June 2, 2010 By Mari Hayman
Cuban folk legend Silvio Rodriguez during a press conference at New York's Sounds of Brazil Club. Photo by Andrew O'Reilly.

Cuban folk legend Silvio Rodriguez during a press conference at New York's Sounds of Brazil Club. Photo by Andrew O'Reilly.

NEW YORKAfter a wait of over thirty years, Cuban folk legend Silvio Rodríguez will make his first public appearance in the U.S. this Friday, when he plays a sold-out show at New York City’s Carnegie Hall. Rodríguez’s appeal spans decades and continents, from those who remember the singer’s early protest songs of the 1960s to a younger generation raised on his poetic lyrics.

In a press conference Tuesday morning at lower Manhattan’s Sounds of Brazil club, Rodríguez gave a matter-of-fact explanation for his three decades-long absence from the United States: “They wouldn’t grant me a visa,” he said, alluding to troubles he had earlier this year when he was invited to the U.S. for a tribute to folk musician Pete Seeger and was unable to obtain a visa in time.

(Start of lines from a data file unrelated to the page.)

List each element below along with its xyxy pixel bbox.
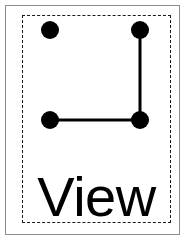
node-bottom-right bbox=[131, 111, 149, 129]
view-icon-card[interactable]: View bbox=[0, 0, 188, 246]
card-caption: View bbox=[22, 160, 171, 223]
node-bottom-left bbox=[41, 111, 59, 129]
node-top-left bbox=[41, 21, 59, 39]
card-caption-label: View bbox=[37, 169, 155, 225]
node-top-right bbox=[131, 21, 149, 39]
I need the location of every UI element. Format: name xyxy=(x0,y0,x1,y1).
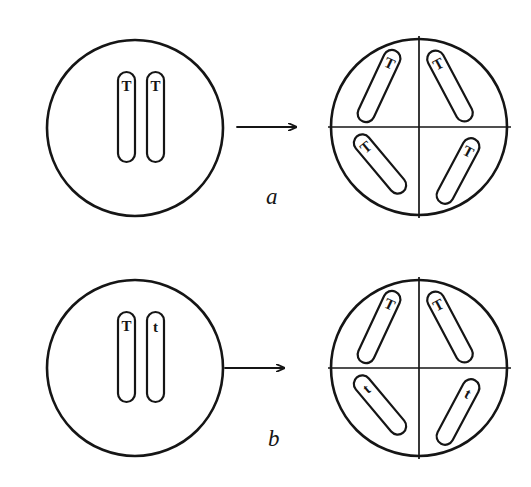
panel-label-a: a xyxy=(266,184,278,210)
allele-label: t xyxy=(153,319,158,335)
daughter-cell-a[interactable]: T T T T xyxy=(328,36,511,218)
figure-canvas: T T T xyxy=(0,0,531,487)
chromosome-b-p-2[interactable]: t xyxy=(147,312,164,402)
panel-label-b: b xyxy=(268,426,280,452)
daughter-cell-b[interactable]: T T t t xyxy=(328,277,511,459)
panel-a: T T T xyxy=(47,36,511,218)
chromosome-a-p-1[interactable]: T xyxy=(118,72,135,162)
allele-label: T xyxy=(121,318,131,334)
parent-cell-b[interactable]: T t xyxy=(47,280,223,456)
chromosome-segregation-figure: T T T xyxy=(0,0,531,487)
allele-label: T xyxy=(121,78,131,94)
chromosome-b-p-1[interactable]: T xyxy=(118,312,135,402)
allele-label: T xyxy=(150,78,160,94)
chromosome-a-p-2[interactable]: T xyxy=(147,72,164,162)
parent-cell-a[interactable]: T T xyxy=(47,40,223,216)
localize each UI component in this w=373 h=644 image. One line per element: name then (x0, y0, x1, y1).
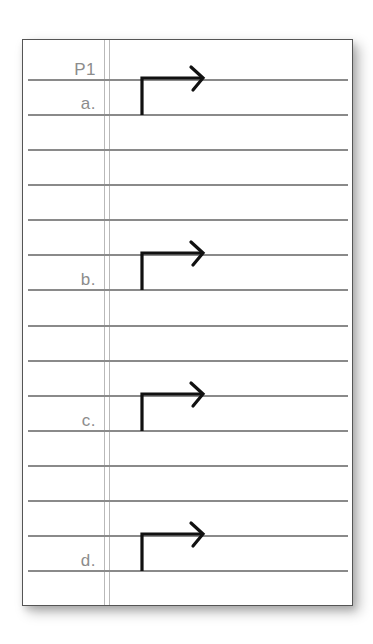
worksheet-card: P1 a. b. c. d. (22, 39, 353, 606)
bent-right-arrow-icon-d (23, 40, 354, 607)
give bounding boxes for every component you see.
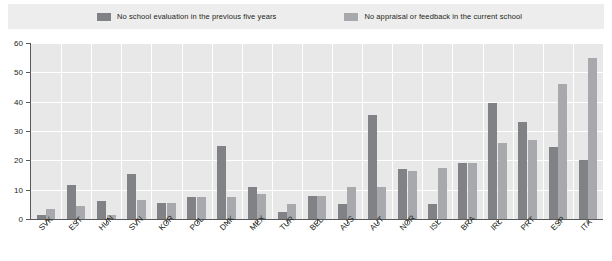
x-axis-tick	[257, 220, 258, 224]
x-axis-tick-labels: SVKESTHUNSVNKORPOLDNKMEXTURBELAUSAUTNORI…	[0, 0, 612, 261]
y-axis-tick	[26, 43, 31, 44]
x-axis-tick	[588, 220, 589, 224]
x-axis-tick	[498, 220, 499, 224]
x-axis-tick	[407, 220, 408, 224]
x-axis-tick	[377, 220, 378, 224]
x-axis-tick	[317, 220, 318, 224]
x-axis-tick	[468, 220, 469, 224]
x-axis-tick	[46, 220, 47, 224]
x-axis-tick	[287, 220, 288, 224]
x-axis-tick	[528, 220, 529, 224]
y-axis-tick	[26, 160, 31, 161]
x-axis-label-ita: ITA	[579, 218, 594, 233]
x-axis-tick	[106, 220, 107, 224]
y-axis-tick	[26, 72, 31, 73]
x-axis-tick	[136, 220, 137, 224]
x-axis-tick	[437, 220, 438, 224]
x-axis-label-isl: ISL	[428, 218, 443, 233]
x-axis-tick	[227, 220, 228, 224]
x-axis-tick	[76, 220, 77, 224]
y-axis-tick	[26, 219, 31, 220]
x-axis-tick	[197, 220, 198, 224]
y-axis-tick	[26, 190, 31, 191]
y-axis-tick	[26, 102, 31, 103]
x-axis-tick	[166, 220, 167, 224]
y-axis-tick	[26, 131, 31, 132]
x-axis-label-irl: IRL	[489, 217, 504, 232]
x-axis-tick	[347, 220, 348, 224]
x-axis-tick	[558, 220, 559, 224]
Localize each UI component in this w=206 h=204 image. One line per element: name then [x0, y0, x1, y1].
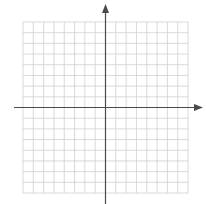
coordinate-grid-svg: [0, 0, 206, 204]
x-axis-arrow-icon: [194, 104, 203, 111]
coordinate-plane: [0, 0, 206, 204]
axes: [14, 4, 203, 204]
y-axis-arrow-icon: [102, 4, 109, 13]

But now that the Cuban musician has secured the necessary papers, he will play Carnegie Hall’s June 4 show and another last-minute performance on June 10, which will also be at Carnegie Hall.

Rodríguez said that he was pleased to be playing in the United States again.

“Even though we’ve been at each other’s throats for fifty years, we’re neighbors,” he said.  “Geographically, we’re condemned to it. So we have to get along sooner rather than later.”

Following on the heels of compatriots Pablo Milanés, Omara Portuondo, Septeto Nacional and Carlos Varela, Rodríguez is the latest addition to a growing list of Cuban performers allowed to enter the U.S. since October 2009, when the Obama administration began approving cultural exchange visas for Cuban musicians.

Previously, no visas had been issued since early 2004, when economic sanctions and restrictions on travel and remittances between the two countries intensified under President Bush.

Rodríguez’s pioneering role in Cuba’s “Nueva Trova” influenced a generation of Cuban revolutionaries and young leftists in Latin America. On Tuesday, Rodríguez stated that he continues to support the Cuban Revolution, but he also quipped that “we already had the revolution, now it’s time for evolution!” and emphasized the need to seek “political and social evolution, even though we have many social advantages that other countries don’t have.”

“I want there to be even more of that,” Rodríguez added.

Still, Rodríguez was reluctant to criticize specific aspects of the Castro regime before reporters Tuesday.

“There are a lot of things in Cuba that have aged and that need to be revitalized, but I prefer to criticize Cuban reality when I’m at home,” he said. “I’m from the countryside, and I was taught not to go to a neighbor’s house to complain about my own family.”

Rodríguez’s current tour may portend an improvement in U.S.-Cuban relations, but while the singer himself acknowledged progress, he recognized that there is still a long way to go. “I feel that we’ve returned to where we were before Bush, but we haven’t advanced further,” Rodríguez told reporters.  “It’s a shame, because I sincerely believe that this situation between Cuba and the United States should end. It’s been too long, there has been too much agony, too many absences, too much pain. It’s an era that needs to come to an end.”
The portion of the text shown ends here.